Quotes from book
'Salem's Lot

'Salem's Lot is a 1975 horror novel by American author Stephen King. It was his second published novel. The story involves a writer named Ben Mears who returns to the town of Jerusalem's Lot in Maine, where he had lived from the age of five through nine, only to discover that the residents are becoming vampires. The town is revisited in the short stories "Jerusalem's Lot" and "One for the Road", both from King's story collection Night Shift . The novel was nominated for the World Fantasy Award in 1976, and the Locus Award for the All-Time Best Fantasy Novel in 1987.In two separate interviews in the 1980s, King said that, of all his books, 'Salem's Lot was his favorite. In his June 1983 Playboy interview, the interviewer mentioned that because it was his favorite, King was planning a sequel, but King has said on his website that because The Dark Tower series already continued the narrative in Wolves of the Calla and Song of Susannah, he felt there was no longer a need for a sequel. In 1987 he told Phil Konstantin in The Highway Patrolman magazine: "In a way it is my favorite story, mostly because of what it says about small towns. They are kind of a dying organism right now. The story seems sort of down home to me. I have a special cold spot in my heart for it!"The book is dedicated to King's daughter Naomi.

Variant: Alone. Yes, that’s the key word, the most awful word in the English tongue. Murder doesn’t hold a candle to it and hell is only a poor synonym…
Source: 'Salem's Lot

“The basis of all human fears, he thought. A closed door, slightly ajar.”
Source: 'Salem's Lot

“Crying was like pissing everything out on the ground.”
Source: 'Salem's Lot

“The town kept its secrets, and the Marsten House brooded over it like a ruined king.”
Source: 'Salem's Lot

“To his way of thinking, the only thing more natural than death was sex.”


**Exercise instructions:**
Within the records that follow, find every line containing the string "JSON". Copy those lines.

(Source records)

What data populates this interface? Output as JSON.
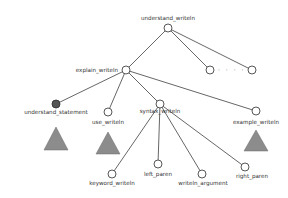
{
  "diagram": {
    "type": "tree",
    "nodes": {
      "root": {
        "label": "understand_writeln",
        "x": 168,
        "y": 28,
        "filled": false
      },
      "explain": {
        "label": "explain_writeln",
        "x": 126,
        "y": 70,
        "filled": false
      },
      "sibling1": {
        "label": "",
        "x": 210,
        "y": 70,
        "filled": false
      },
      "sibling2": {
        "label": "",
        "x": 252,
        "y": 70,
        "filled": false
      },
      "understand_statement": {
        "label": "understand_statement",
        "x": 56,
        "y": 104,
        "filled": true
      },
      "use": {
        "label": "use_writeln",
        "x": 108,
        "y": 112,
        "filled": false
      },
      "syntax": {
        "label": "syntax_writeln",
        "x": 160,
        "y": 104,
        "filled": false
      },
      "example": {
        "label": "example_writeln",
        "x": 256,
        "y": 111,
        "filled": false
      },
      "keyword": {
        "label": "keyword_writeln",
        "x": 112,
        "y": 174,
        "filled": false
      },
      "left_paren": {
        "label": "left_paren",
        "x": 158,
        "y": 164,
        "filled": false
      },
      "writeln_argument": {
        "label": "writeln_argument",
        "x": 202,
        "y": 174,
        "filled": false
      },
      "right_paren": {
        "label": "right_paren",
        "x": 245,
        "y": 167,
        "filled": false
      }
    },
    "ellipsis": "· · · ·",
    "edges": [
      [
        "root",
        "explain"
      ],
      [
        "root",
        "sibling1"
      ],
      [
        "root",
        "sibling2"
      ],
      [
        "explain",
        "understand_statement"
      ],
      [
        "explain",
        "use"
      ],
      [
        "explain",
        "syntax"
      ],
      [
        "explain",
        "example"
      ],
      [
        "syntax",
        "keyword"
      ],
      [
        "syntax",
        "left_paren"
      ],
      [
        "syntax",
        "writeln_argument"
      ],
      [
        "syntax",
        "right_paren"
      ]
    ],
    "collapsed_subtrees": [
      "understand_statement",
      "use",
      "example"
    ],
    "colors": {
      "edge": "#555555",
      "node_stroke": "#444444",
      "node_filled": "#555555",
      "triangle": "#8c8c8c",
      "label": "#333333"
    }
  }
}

==

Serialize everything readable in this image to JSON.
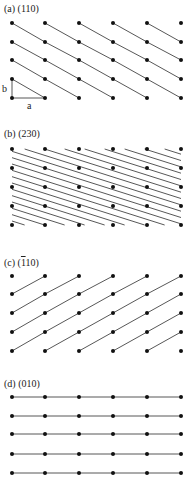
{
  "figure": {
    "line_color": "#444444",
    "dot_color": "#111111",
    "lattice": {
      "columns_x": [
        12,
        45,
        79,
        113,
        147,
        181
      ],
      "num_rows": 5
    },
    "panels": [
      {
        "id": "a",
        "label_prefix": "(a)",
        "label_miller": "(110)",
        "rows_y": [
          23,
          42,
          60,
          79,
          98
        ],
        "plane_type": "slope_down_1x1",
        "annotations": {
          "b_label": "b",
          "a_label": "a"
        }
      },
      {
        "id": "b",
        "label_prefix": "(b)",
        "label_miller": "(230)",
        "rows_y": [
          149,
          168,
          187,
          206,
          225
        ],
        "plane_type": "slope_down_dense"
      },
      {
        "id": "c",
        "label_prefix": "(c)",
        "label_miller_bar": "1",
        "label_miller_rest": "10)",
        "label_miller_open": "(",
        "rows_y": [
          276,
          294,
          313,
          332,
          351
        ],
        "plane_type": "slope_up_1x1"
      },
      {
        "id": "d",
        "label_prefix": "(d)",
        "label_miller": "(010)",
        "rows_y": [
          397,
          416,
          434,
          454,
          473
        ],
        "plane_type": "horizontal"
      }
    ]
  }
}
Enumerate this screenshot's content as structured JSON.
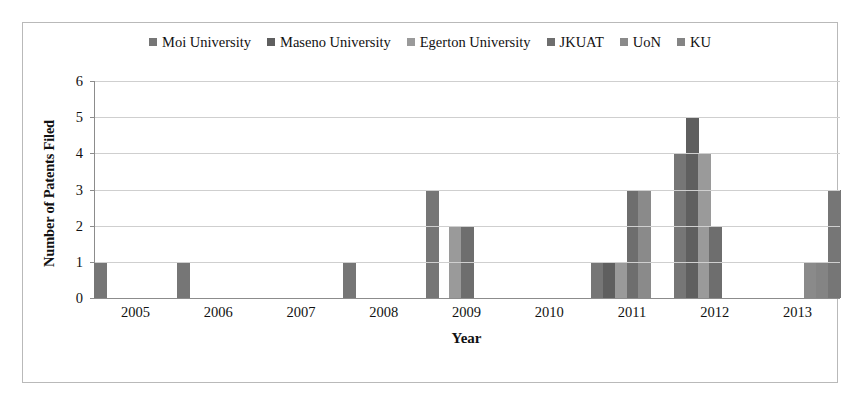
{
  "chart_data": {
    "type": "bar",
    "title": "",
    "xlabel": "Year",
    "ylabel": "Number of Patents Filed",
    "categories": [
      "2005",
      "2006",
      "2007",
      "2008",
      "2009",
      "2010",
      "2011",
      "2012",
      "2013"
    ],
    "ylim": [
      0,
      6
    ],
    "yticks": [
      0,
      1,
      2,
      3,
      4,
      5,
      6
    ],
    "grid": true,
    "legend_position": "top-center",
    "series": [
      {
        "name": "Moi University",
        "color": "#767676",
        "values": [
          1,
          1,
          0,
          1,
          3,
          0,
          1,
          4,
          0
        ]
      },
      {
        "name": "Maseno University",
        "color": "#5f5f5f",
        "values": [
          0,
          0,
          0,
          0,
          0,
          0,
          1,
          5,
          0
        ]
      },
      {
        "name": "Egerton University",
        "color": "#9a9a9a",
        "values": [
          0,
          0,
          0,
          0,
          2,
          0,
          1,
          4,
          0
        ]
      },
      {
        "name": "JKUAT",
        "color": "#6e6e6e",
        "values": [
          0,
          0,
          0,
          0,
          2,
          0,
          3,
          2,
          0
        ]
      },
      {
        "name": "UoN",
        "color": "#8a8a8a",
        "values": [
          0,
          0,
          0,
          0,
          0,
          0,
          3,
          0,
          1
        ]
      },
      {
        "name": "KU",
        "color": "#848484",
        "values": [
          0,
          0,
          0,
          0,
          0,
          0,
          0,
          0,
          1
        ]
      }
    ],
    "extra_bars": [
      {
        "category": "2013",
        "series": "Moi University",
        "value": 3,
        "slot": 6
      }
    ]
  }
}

==

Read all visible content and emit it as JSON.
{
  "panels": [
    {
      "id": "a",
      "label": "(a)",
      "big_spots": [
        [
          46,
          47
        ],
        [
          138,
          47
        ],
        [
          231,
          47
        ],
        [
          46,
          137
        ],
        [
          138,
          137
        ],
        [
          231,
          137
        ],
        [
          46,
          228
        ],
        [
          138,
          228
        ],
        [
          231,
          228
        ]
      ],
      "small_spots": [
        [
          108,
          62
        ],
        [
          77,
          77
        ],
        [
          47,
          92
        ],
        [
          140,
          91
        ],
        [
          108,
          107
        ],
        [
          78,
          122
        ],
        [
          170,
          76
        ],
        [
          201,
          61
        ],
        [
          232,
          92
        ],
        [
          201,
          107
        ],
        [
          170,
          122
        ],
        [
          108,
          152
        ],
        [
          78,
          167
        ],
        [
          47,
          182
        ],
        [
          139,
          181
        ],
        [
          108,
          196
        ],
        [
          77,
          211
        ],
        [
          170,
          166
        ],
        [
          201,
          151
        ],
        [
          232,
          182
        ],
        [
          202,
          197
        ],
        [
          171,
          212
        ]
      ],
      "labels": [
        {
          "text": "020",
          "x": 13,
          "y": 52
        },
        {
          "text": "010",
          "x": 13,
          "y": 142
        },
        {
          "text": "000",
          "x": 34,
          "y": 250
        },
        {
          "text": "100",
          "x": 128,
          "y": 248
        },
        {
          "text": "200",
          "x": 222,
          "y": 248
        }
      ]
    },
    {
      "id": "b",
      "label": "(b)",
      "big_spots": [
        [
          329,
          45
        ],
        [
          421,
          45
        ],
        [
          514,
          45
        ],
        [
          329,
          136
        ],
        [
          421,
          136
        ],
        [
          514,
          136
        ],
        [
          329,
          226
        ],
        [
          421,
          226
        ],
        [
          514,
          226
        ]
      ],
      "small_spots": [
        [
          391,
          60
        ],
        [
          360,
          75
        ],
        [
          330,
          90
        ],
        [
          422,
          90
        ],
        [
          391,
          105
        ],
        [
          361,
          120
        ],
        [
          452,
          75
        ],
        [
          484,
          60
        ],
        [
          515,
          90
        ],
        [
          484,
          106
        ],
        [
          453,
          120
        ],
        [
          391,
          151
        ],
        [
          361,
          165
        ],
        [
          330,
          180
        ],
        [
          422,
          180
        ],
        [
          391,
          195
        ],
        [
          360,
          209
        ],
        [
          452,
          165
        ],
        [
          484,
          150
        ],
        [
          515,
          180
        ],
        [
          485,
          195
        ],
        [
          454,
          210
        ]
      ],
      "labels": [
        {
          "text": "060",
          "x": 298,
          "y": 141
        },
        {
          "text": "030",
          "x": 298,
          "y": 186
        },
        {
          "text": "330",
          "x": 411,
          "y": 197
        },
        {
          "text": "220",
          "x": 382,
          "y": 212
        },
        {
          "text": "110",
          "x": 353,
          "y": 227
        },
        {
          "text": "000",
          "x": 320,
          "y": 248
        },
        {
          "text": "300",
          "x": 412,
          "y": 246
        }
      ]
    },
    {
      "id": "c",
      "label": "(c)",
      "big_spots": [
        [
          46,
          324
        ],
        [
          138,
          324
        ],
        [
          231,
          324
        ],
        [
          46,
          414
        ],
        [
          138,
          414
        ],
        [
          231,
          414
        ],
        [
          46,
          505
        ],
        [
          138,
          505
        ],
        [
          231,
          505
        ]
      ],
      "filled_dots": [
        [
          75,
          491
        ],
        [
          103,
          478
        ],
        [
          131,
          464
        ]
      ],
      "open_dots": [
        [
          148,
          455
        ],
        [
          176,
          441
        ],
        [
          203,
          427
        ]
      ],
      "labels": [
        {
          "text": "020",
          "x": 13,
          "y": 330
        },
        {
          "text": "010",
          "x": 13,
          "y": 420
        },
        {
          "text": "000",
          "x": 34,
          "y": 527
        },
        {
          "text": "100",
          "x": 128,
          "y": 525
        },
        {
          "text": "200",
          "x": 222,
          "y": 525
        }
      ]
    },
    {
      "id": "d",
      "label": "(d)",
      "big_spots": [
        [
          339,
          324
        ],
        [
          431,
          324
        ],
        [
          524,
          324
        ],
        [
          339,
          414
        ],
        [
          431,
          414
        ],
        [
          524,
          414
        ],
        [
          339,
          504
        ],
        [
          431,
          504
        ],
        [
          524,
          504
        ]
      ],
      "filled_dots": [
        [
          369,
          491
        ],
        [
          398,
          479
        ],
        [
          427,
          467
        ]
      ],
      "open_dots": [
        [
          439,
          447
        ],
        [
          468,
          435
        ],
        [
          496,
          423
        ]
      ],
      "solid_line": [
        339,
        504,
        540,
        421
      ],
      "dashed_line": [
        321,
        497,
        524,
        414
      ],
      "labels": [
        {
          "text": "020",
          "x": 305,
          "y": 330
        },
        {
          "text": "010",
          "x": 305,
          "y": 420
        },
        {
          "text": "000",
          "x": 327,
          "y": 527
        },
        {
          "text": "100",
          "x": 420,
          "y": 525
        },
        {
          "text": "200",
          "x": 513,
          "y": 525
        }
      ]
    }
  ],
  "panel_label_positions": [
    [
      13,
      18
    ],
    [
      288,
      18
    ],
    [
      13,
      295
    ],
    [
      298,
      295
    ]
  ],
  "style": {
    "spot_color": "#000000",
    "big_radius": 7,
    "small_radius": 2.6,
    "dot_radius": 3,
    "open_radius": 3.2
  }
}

**Expected answer:**
What data populates this interface? Output as JSON.
Serialize everything readable in this image to JSON.
Enumerate this screenshot's content as structured JSON.
Read all visible content and emit it as JSON.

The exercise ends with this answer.